The president and the White House soon after denied the reporting.

Yesterday morning, the Republican incumbent continued to suggest he'd be responsible while the vote count was underway. Trump assured Fox News that he'd declare victory "only when there's victory." He added, "There's no reason to play games."

Those were, to be sure, the right things for the president to say. Unfortunately, he didn't mean a word of it. The New York Times reported on Trump's early-in-the-morning remarks at the White House:

With no winner in the 2020 race and votes still being counted in several battleground states, President Trump entered the East Room of the White House at 2:21 a.m. on Wednesday and asserted without evidence that the election was being taken from him by "a very sad group of people."

"As far as I am concerned," the president declared, "we already have won it."

The problem, of course, is that reality is indifferent to Trump's "concerns" -- and the evidence does not show that he's "already won" the race.

Indeed, the president's remarks featured one false claim after another. Trump said people were trying to "disenfranchise" his supporters, but he didn't say how, and the very idea is ridiculous. Trump listed a series of states that he claimed to be winning, none of which have been called, and some of which he may yet lose.

He equated counting votes with perpetrating a "fraud." He suggested vote-counting should continue, but only in states he thinks he might love. He announced his intentions to go to the U.S. Supreme Court, but Trump didn't even try to explain why or what case he expects the justices to hear.

It was, as a Washington Post report noted this morning, "an extraordinary assault on the integrity of the U.S. election system" from the sitting American president.

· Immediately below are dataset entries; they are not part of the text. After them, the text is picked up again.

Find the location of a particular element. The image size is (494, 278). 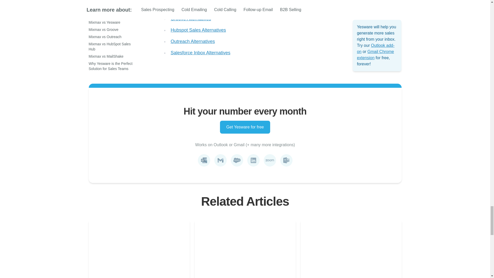

Outreach Alternatives is located at coordinates (193, 41).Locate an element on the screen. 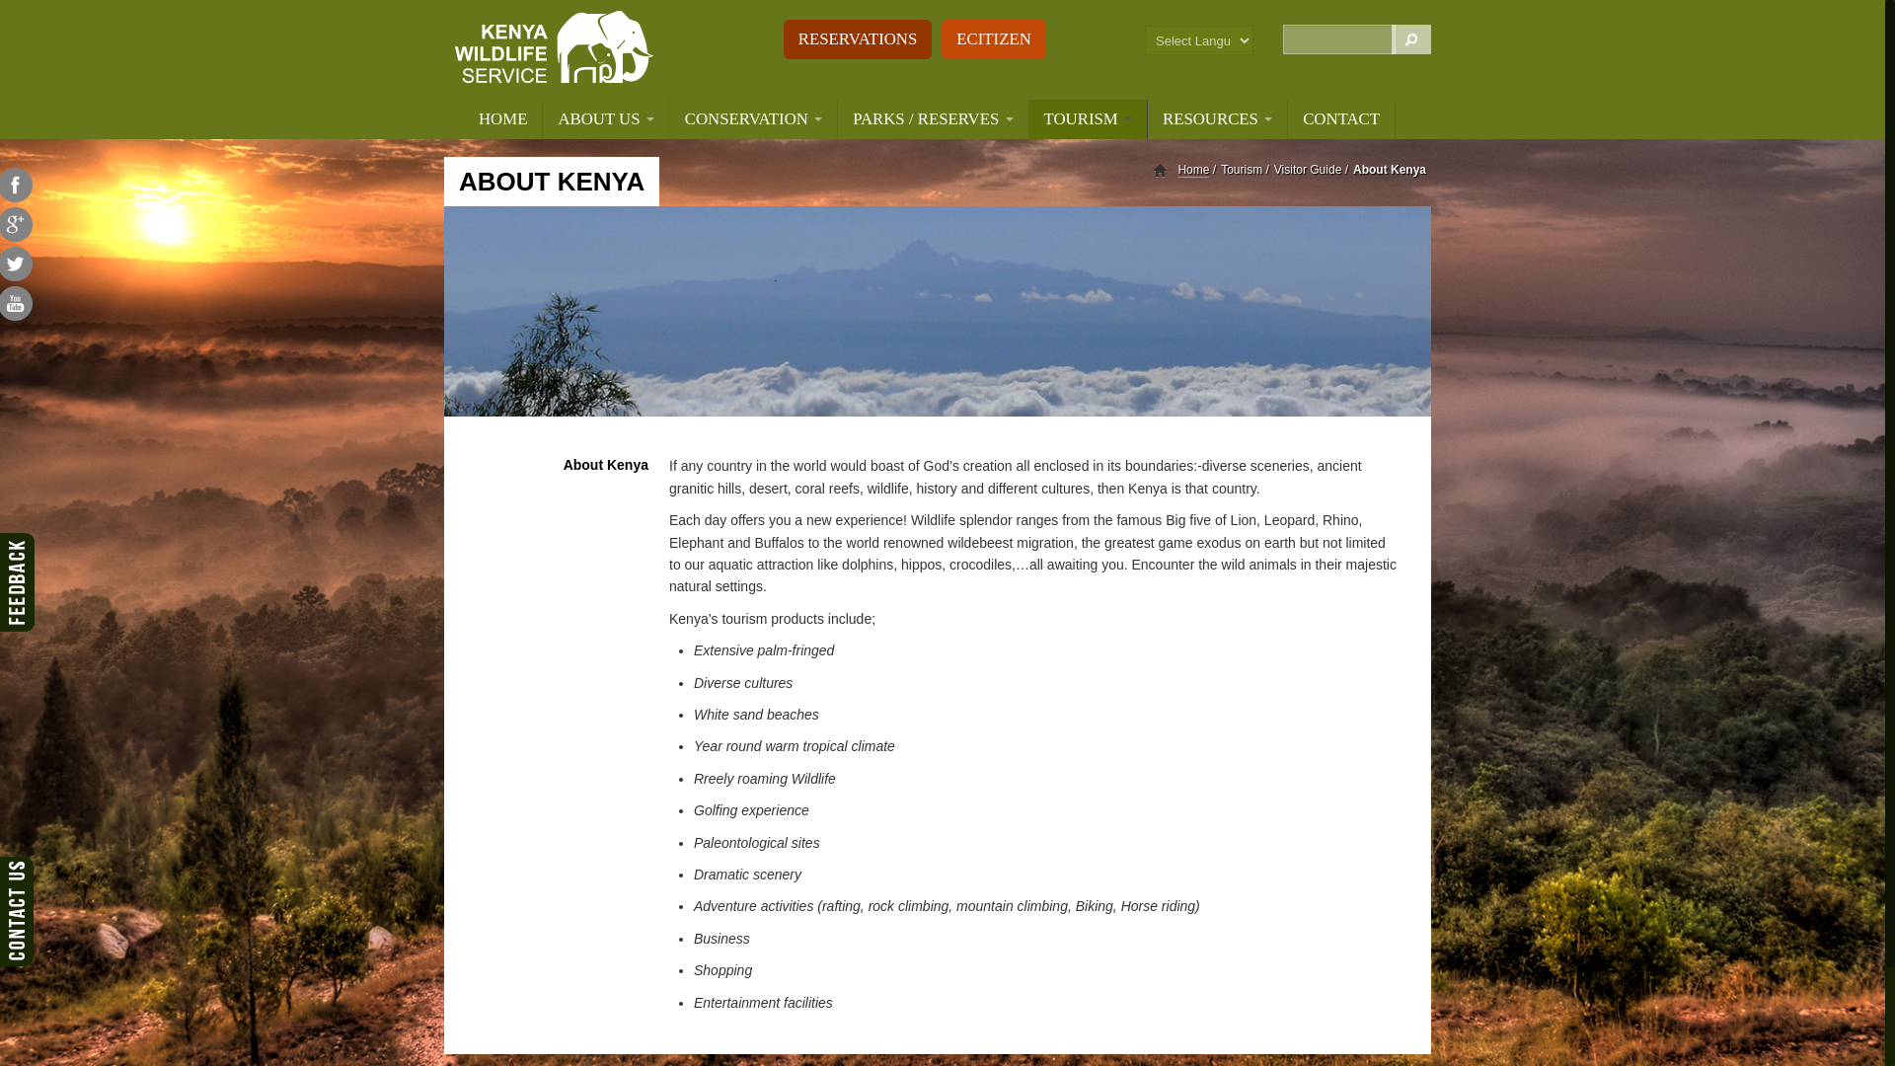  HOME is located at coordinates (503, 119).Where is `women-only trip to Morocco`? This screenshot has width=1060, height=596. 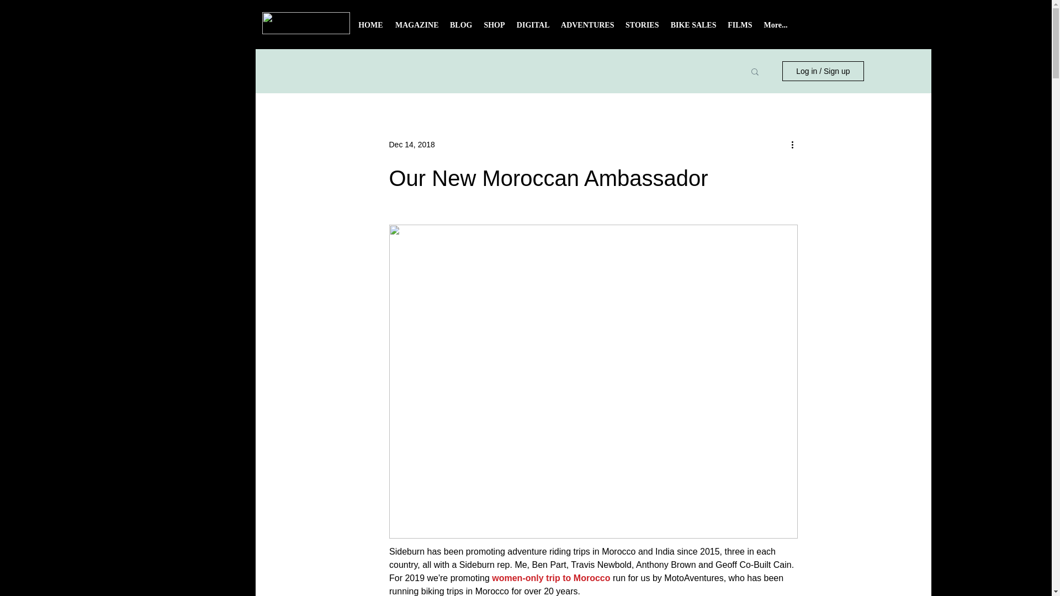 women-only trip to Morocco is located at coordinates (551, 578).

It seemed almost fitting, in a tragic way, to see Trump, after brazenly lying to the nation for his entire term, lying once more on Election Night.

The president's lying, however, is likely to prove inconsequential. The Republican can say he's already won as far as he's concerned, but that only matters in his imagination. He was clearly trying to create the impression of a victory, likely hoping to delegitimize a possible defeat, but this was more of a tantrum than a meaningful presidential declaration.

Not surprisingly, Joe Biden's campaign wasted little time in pushing back.

"The president's statement tonight about trying to shut down the counting of duly cast ballots was outrageous, unprecedented, and incorrect," Biden campaign manager Jen O'Malley Dillon said in a statement. "It was outrageous because it is a naked effort to take away the democratic rights of American citizens."

She added, "We repeat what the Vice President said tonight: Donald Trump does not decide the outcome of this election. Joe Biden does not decide the outcome of this election. The American people decide the outcome of this election. And the democratic process must and will continue until its conclusion."